Post returned with a fully executed memo of understanding with Hebrew University and the Technion, and he put external funding mechanisms in place for additional exchanges between Israel and FAU.

One future initiative will be small, joint workshops involving 10 to 12 scientists — six from each country — who will brainstorm answers to major questions in their fields. The format will create a bottoms-up, synergistic enthusiasm for collaborative efforts that will benefit both sides as well as medical research as a whole.

“In the United States, we can be more practical with our research approach, whereas in Israel there tends to be an emphasis on the importance of theoretical considerations,” Post said. “That’s a very nice complementarity.”

The International Center for Emergency Management

The FAU International Center for Emergency Management (ICEM) partners with The Chaim Sheba Medical Center in Israel to train specialists in emergency management and leadership in crisis and disaster management for public safety, public health, first responders, law enforcement, fire rescue and medical professionals in South Florida.

In addition:

• Elhanan Bar-On, M.D., director of Sheba’s Center for Disaster Medicine and Humanitarian Response, recently led a week-long intensive training session at FAU.

• Yitshak Kreiss, M.D., director general of Sheba Medical Center, honorary president of FAU’s center and former surgeon general of the Israel Defense Forces (IDF), led a lecture on leadership in times of crisis. Kreiss also has affiliate professor appointments in both the FAU College of Business and the Charles E. Schmidt College of Medicine.

• The chief nursing officer and two nurses from the IDF Medical Corps trained more than 70 regional nurses in emergency management at FAU.

“The World Health Organization ranks the Israelis No. 1 in the world in deployment of field hospitals, rescue missions and crisis response and recovery,” said Rebekah Dickinson, chief program officer of the FAU center. “Our partnership with Sheba allows us to tap into that expertise.” 

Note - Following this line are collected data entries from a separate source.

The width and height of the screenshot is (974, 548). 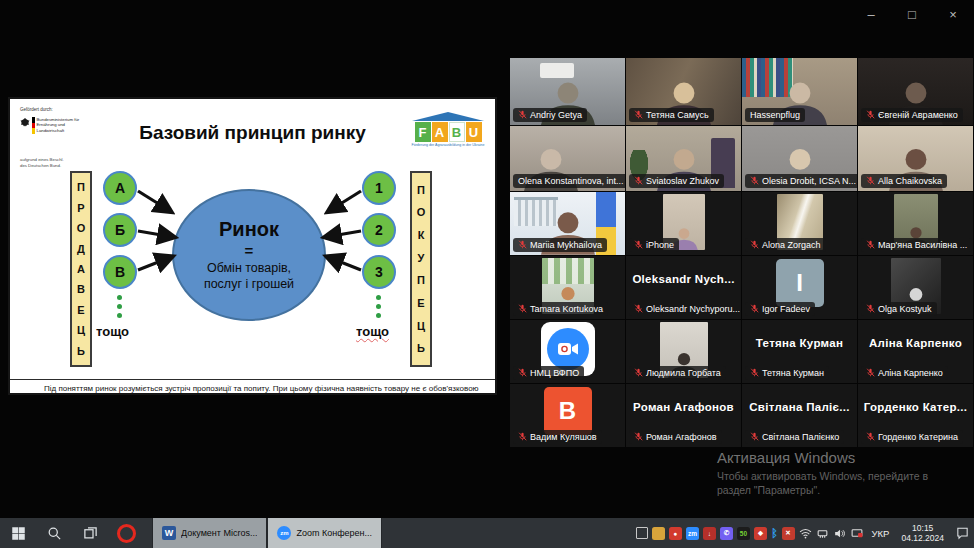 What do you see at coordinates (558, 437) in the screenshot?
I see `participant-name-label: Вадим Куляшов` at bounding box center [558, 437].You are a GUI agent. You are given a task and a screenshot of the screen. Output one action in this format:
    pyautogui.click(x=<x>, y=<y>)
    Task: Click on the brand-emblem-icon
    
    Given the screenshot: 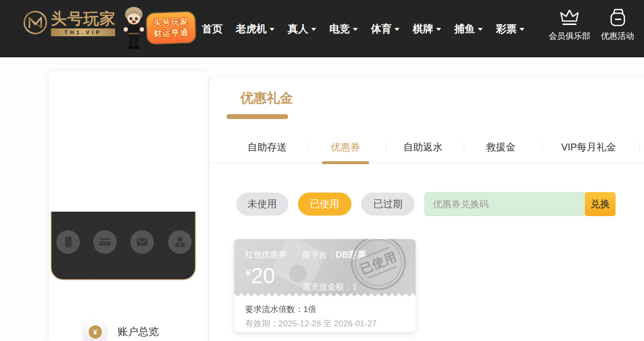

Moving forward, FAU’s international center will hold biannual training sessions with the Israelis, focusing on first response, search and rescue and post-traumatic stress disorder healthcare. Dickinson is designing a mission to Israel focused on healthcare and disaster management for FAU students, academic leaders and community supporters.

The Elasmobranch Collaborative Research Program

Stephen Kajiura, Ph.D., director of FAU’s Elasmobranch Research Laboratory in the Charles E. Schmidt College of Science, is leading a joint program with the University of Haifa to study shark distribution and movements in the eastern Mediterranean Sea, where the animals have begun to proliferate.

The researchers will track sharks with data loggers to learn the environmental conditions they prefer and predict where they will be found in greatest abundance. The researchers will also test the sensory capabilities of sharks, which can detect electrical signals and smell minute quantities of chemicals in the water. One objective of the research will be to use these sensory cues to develop repellents that can keep sharks away from designated areas.

Kajiura will teach a graduate-level course on the biology of sharks at the University of Haifa’s Leon H. Charney School of Marine Science. In addition, an exchange program will allow graduate students from each university to conduct research at the reciprocal institution.

Enthusiastic Support

Being recognized as a premier research university matters for at least two reasons. First, such high regard attracts top-notch faculty and students, thus energizing research opportunities and supporting world-class academics. Second, the Florida Legislature and the State University System’s Board of Governors guarantee millions of dollars to Florida’s top-performing schools.

Boca Raton’s Jewish community is already showing enthusiastic support for the newly revived Florida-Israel Institute. “They’re very proud of the university. We’re trying to bring together Israel, FAU and the Boca Raton community to build a triangle of positive relationships — cultural, political, academic, all of it,” Post said. “This is a partnership that’s going to lift all our boats.”